Metacritic Film

Lucky Break

Starring James Nesbitt, Olivia Williams, Timothy Spall, Bill Nighy, Lennie James, Ron Cook, Frank Harper, and Christopher Plummer

MPAA RATING: PG-13 for brief strong language and some sexual references

Paramount Pictures
Crime
107 minutes | Color
Germany / UK
Released In Theaters April 5, 2002

A comedy about a prison escape with a musical twist. (Paramount Pictures)

WRITTEN BY
Ronan Bennett

DIRECTED BY
Peter Cattaneo

Overall Metascore

This is a weighted, normalized average of all individual scores given by critics, on a scale of 0 (worst) to 100 (best).

48 / 100

Critic Reviews

80 Washington Post Michael O'Sullivan
Apart from the deja vu all over again, Lucky Break is no worse a film than "Breaking Out," and "Breaking Out" was utterly charming.
80 Wall Street Journal Joe Morgenstern
A minor comedy, though a major delight.
75 Chicago Sun-Times Roger Ebert
There is not much here that comes as a blinding plot revelation, but the movie has a raffish charm and good-hearted characters, and like "The Full Monty" it makes good use of the desperation beneath the comedy.
70 Film Threat Ron Wells
Overall, it's good, not great.
70 Washington Post Ann Hornaday
It's what the Brits themselves might call fair to middling.
70 Chicago Reader Hank Sartin
Cattaneo proceeds gamely, though without much spark, through this familiar fare, but at least Nesbitt, with his sly, oddball charm, is fun to watch.
63 The Globe and Mail (Toronto) Ray Conlogue
Isn't quite funny enough to make it as a comedy, or touching enough to make it as a romance. It's a pleasant effort that doesn't hit any of its targets.
60 Los Angeles Times Kevin Thomas
Lightly reflective and consistently entertaining, Lucky Break is an easy-to-take diversion.
60 Village Voice Ed Park
Mike Leigh mainstay Timothy Spall deftly shades in the designated goner, fellow "Still Crazy" alum Bill Nighy is sweetly wispy as the capable fop, and anger-management counselor Olivia Williams trembles pleasantly as usual.
50 The Onion (A.V. Club) Scott Tobias
The big musical setpiece, rife with possibilities for humor and uplift, needed to be funnier and more energetic than the half-hearted lyrics and choreography bother to muster.
50 New Times (L.A.) Andy Klein
This is mostly well-constructed fluff, which is all it seems intended to be.
50 Chicago Tribune Loren King
The movie moves predictably to its feel-good finale.
50 New York Daily News Jack Mathews
Without the surprise, realism, audacity and upstart cheekiness -- pun intended -- that made "The Full Monty's" blue-collar strippers so irresistible.
50 Boston Globe Loren King
The movie moves predictably to its formulaic finale, which -- unwittingly perhaps -- reprises Plummer's own sugary classic, ''The Sound of Music.''
50 San Francisco Chronicle Mick LaSalle
Pleasing but routine British comedy.
50 New York Post Lou Lumenick
Pleasant and has not a few laughs.
40 LA Weekly John Patterson
The end result is like cold porridge with only the odd enjoyably chewy lump.
40 TV Guide Ken Fox
Neither the appealing cast nor the bouncing, ska-inflected soundtrack can keep the party going.
33 Entertainment Weekly Lisa Schwarzbaum
Every porridgy inmate in this instantly forgettable romp warbles in the prison's amateur musical, and one of them demonstrates a rather extreme devotion to the tomatoes he grows in the on-site greenhouse.
30 Salon.com Stephanie Zacharek
Perfectly inoffensive and harmless, but it's also drab and inert.
30 The New York Times Dave Kehr
Mr. Cattaneo restricts himself to the smiling blandness that has become the stock in trade of British comedies made for export, turning in a film that is forced, familiar and thoroughly condescending.
30 Variety Derek Elley
Chained to the floor by a script that isn't particularly funny, direction that goes for realism rather than stylization and an almost complete lack of comic timing.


WHAT IS EXPECTED: Write out every record exactly as it appears. Skip the pictures.

Screenshot grounding data:
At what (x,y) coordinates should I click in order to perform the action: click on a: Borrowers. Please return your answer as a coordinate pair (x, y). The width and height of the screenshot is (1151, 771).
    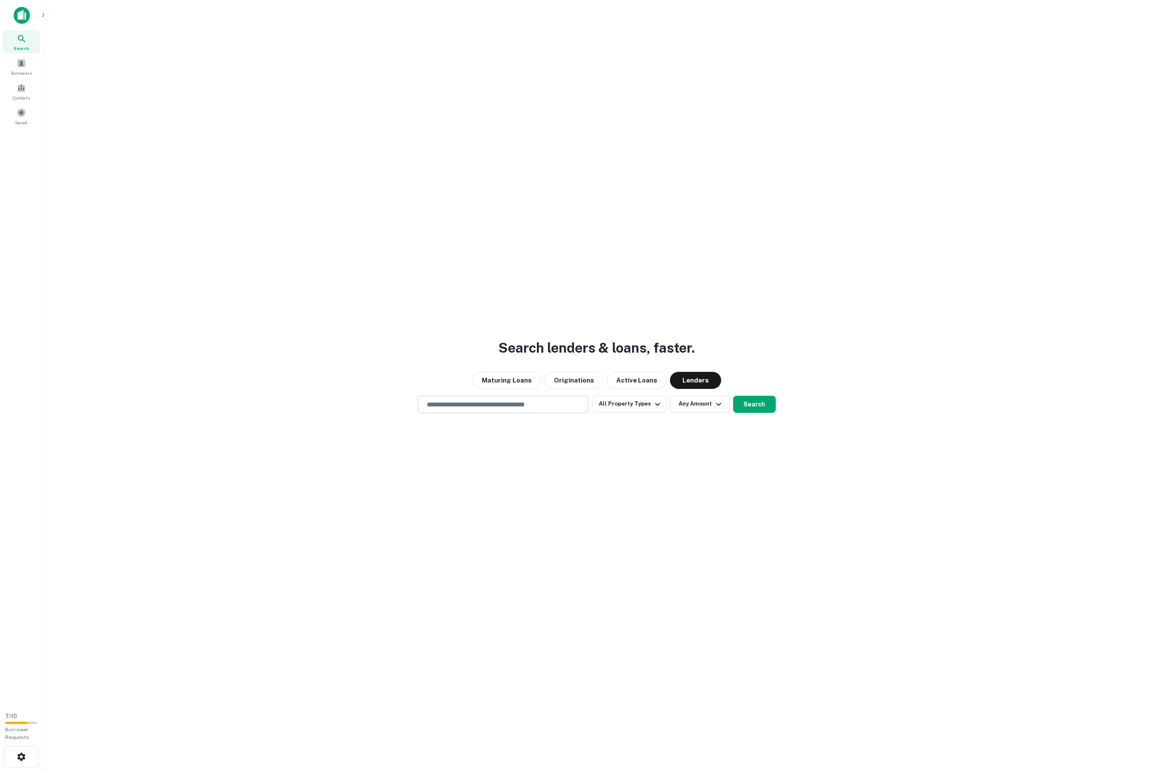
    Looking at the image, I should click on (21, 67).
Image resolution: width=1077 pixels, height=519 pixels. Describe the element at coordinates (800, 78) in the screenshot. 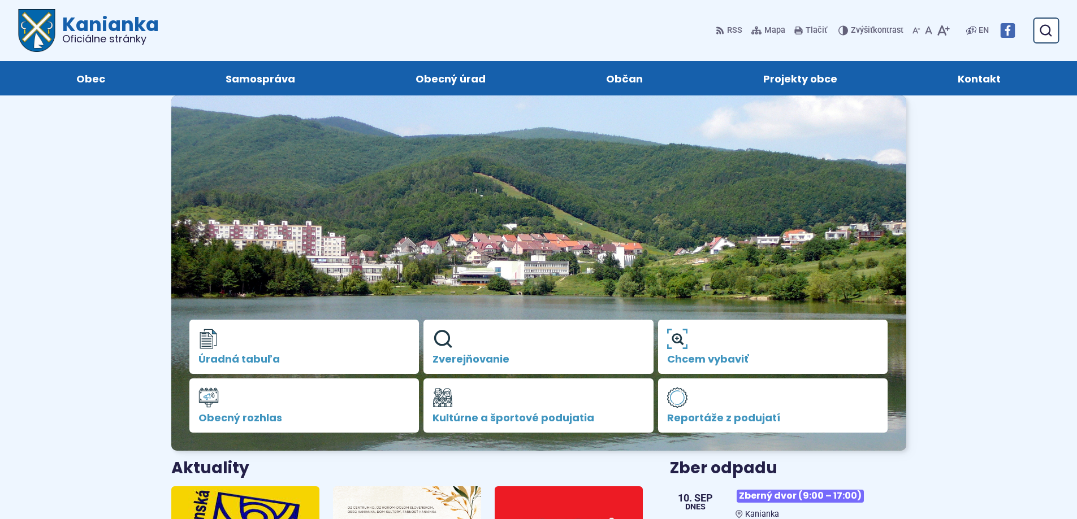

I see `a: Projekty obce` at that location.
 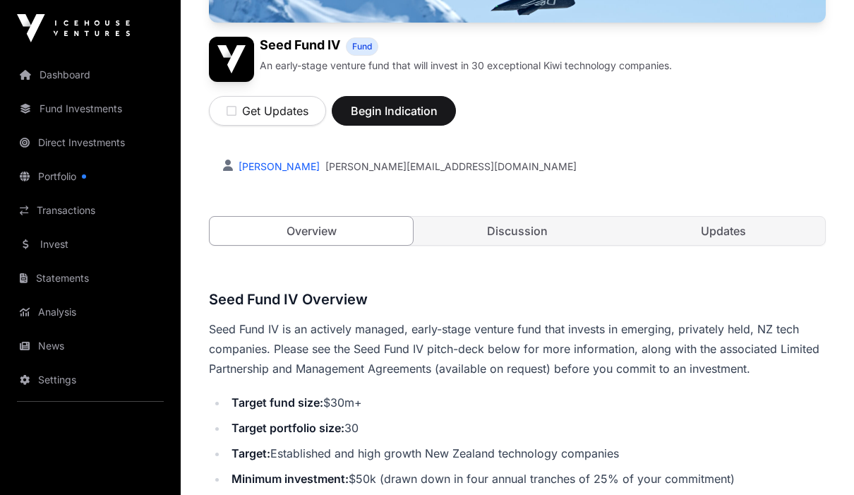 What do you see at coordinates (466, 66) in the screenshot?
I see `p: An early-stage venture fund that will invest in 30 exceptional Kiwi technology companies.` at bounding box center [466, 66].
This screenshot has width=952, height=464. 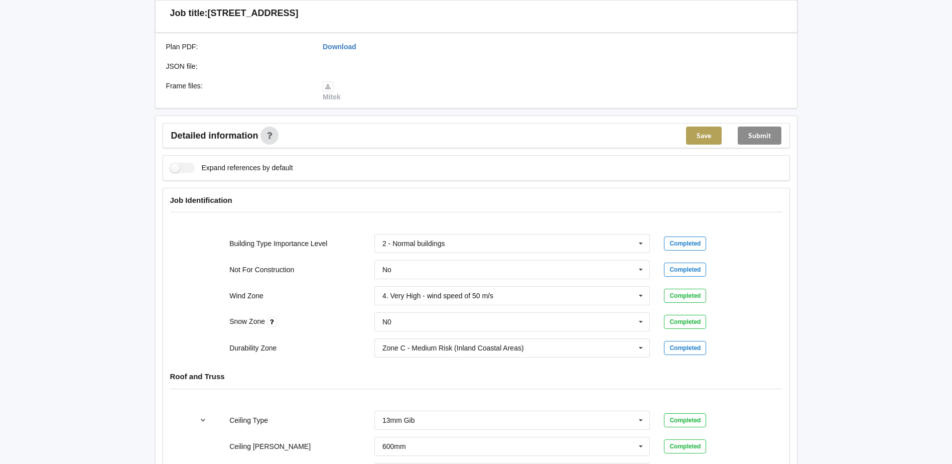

SOLUTION:
At what (x,y) coordinates should I click in order to perform the action: click on a: Borrowers. Please return your answer as a coordinate pair (x, y). The width and height of the screenshot is (1151, 771).
    Looking at the image, I should click on (21, 67).
Image resolution: width=1077 pixels, height=519 pixels. Describe the element at coordinates (800, 78) in the screenshot. 

I see `a: Projekty obce` at that location.
  What do you see at coordinates (466, 66) in the screenshot?
I see `p: An early-stage venture fund that will invest in 30 exceptional Kiwi technology companies.` at bounding box center [466, 66].
This screenshot has width=952, height=464. 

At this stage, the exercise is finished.